Line 962:  Help me, Will.  Pale Fire.

Paraphrased, this evidently means:  Let me look in Shakespeare for something I might use for a title.  And the find is “pale fire.”  But in which of the Bard’s works did our poet cull it?  My readers must make their own research.  All I have with me is a tiny vest pocket edition of Timon of Athens—in Zemblan!  It certainly contains nothing that could be regarded as an equivalent of “pale fire” (if it had, my luck would have been a statistical monster).

English was not taught in Zemblan before Mr. Campbell’s time.  Conmal mastered it all by himself (mainly by learning a lexicon by heart) as a young man, around 1880, when not the verbal inferno but a quiet military career seemed to open before him, and his first work (the translation of Shakespeare’s Sonnets) was the outcome of a bet with a fellow officer.  He exchanged his frogged uniform for a scholar’s dressing gown and tackled The Tempest.  A slow worker, he needed half a century to translate the works of him whom he called “dze Bart,” in their entirety.  After this, in 1930, he went on to Milton and other poets, steadily drilling through the ages, and had just completed Kipling’s  “The Rhyme of the Three Sealers” (“Now this is the Law of the Muscovite that he proves with shot and steel”) when he fell ill and soon expired under his splendid painted bed ceil with its reproductions of Altamira animals, his last words in his last delirium being “Comment dit-on ‘mourir’ en anglais?”—a beautiful and touching end.

It is easy to sneer at Conmal’s faults.  The are the naďve failings of a great pioneer.  He lived too much in his library, too little among boys and youths.  Writers should see the world, pluck its figs and peaches, and not keep constantly meditating in a tower of yellow ivory—which was also John Shade’s mistake, in a way. 

We should not forget than when Conmal began his stupendous task now English author was available in Zemblan except Jane de Faun, a lady novelist in ten volumes whose works, strangely enough, are unknown in England, and some fragments of Byron translated from French versions.

A large, sluggish man with no passions save poetry, he seldom moved from his warm castle and its fifty thousand crested books, and had been known to spend two years in bed reading and writing after which, much refreshed, he went for the first and only time to London, but the weather was foggy, and he could not understand the language, and so went back to bed for another year.

English being Conmal’s prerogative, his Shakspere remained invulnerable throughout the greater part of his long life.  The venerable Duke was famed for the nobility of his work; few dared question its fidelity.  Personally, I had never the heart to check it.  One callous Academician who did, lost his seat in result and was severely reprimanded by Conmal in an extraordinary sonnet composed directly in colorful, if not quite correct, English, beginning:

I am not slave!  Let be my critic slave.

I cannot be.  And Shakespeare would not want thus.

Let drawing students copy the acanthus,

I work with Master on the architrave!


**Directions for this task:**
Nothing but an exact repeat of the entries below should appear in your answer.

**Records drawn from a dataset:**
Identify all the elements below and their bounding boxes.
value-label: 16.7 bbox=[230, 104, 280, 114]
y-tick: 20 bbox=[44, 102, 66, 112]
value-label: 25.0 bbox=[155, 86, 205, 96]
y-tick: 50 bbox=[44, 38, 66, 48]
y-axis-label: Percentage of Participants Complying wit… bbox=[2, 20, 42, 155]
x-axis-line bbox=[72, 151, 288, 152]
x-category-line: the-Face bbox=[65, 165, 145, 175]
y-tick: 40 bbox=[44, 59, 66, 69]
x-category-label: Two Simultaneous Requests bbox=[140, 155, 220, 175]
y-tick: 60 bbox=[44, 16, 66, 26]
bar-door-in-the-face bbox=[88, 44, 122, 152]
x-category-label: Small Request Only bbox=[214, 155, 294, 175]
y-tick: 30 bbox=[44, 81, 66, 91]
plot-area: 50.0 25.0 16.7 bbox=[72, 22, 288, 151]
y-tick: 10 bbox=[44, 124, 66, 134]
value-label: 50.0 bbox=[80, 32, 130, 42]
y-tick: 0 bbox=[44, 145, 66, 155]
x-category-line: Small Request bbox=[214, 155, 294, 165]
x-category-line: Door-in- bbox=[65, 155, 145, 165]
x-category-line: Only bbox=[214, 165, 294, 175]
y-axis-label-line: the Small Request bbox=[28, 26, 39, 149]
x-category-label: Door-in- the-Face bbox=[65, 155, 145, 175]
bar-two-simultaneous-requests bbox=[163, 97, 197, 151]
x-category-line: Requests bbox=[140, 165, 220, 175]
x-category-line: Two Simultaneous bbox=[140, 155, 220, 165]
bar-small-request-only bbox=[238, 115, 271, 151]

**Answer to the problem:**
Identify all the elements below and their bounding boxes.
value-label: 16.7 bbox=[230, 104, 280, 114]
y-tick: 20 bbox=[44, 102, 66, 112]
value-label: 25.0 bbox=[155, 86, 205, 96]
y-tick: 50 bbox=[44, 38, 66, 48]
y-axis-label: Percentage of Participants Complying wit… bbox=[2, 20, 42, 155]
x-axis-line bbox=[72, 151, 288, 152]
x-category-line: the-Face bbox=[65, 165, 145, 175]
y-tick: 40 bbox=[44, 59, 66, 69]
x-category-label: Two Simultaneous Requests bbox=[140, 155, 220, 175]
y-tick: 60 bbox=[44, 16, 66, 26]
bar-door-in-the-face bbox=[88, 44, 122, 152]
x-category-label: Small Request Only bbox=[214, 155, 294, 175]
y-tick: 30 bbox=[44, 81, 66, 91]
plot-area: 50.0 25.0 16.7 bbox=[72, 22, 288, 151]
y-tick: 10 bbox=[44, 124, 66, 134]
value-label: 50.0 bbox=[80, 32, 130, 42]
y-tick: 0 bbox=[44, 145, 66, 155]
x-category-line: Small Request bbox=[214, 155, 294, 165]
x-category-line: Door-in- bbox=[65, 155, 145, 165]
x-category-line: Only bbox=[214, 165, 294, 175]
y-axis-label-line: the Small Request bbox=[28, 26, 39, 149]
x-category-label: Door-in- the-Face bbox=[65, 155, 145, 175]
bar-two-simultaneous-requests bbox=[163, 97, 197, 151]
x-category-line: Requests bbox=[140, 165, 220, 175]
x-category-line: Two Simultaneous bbox=[140, 155, 220, 165]
bar-small-request-only bbox=[238, 115, 271, 151]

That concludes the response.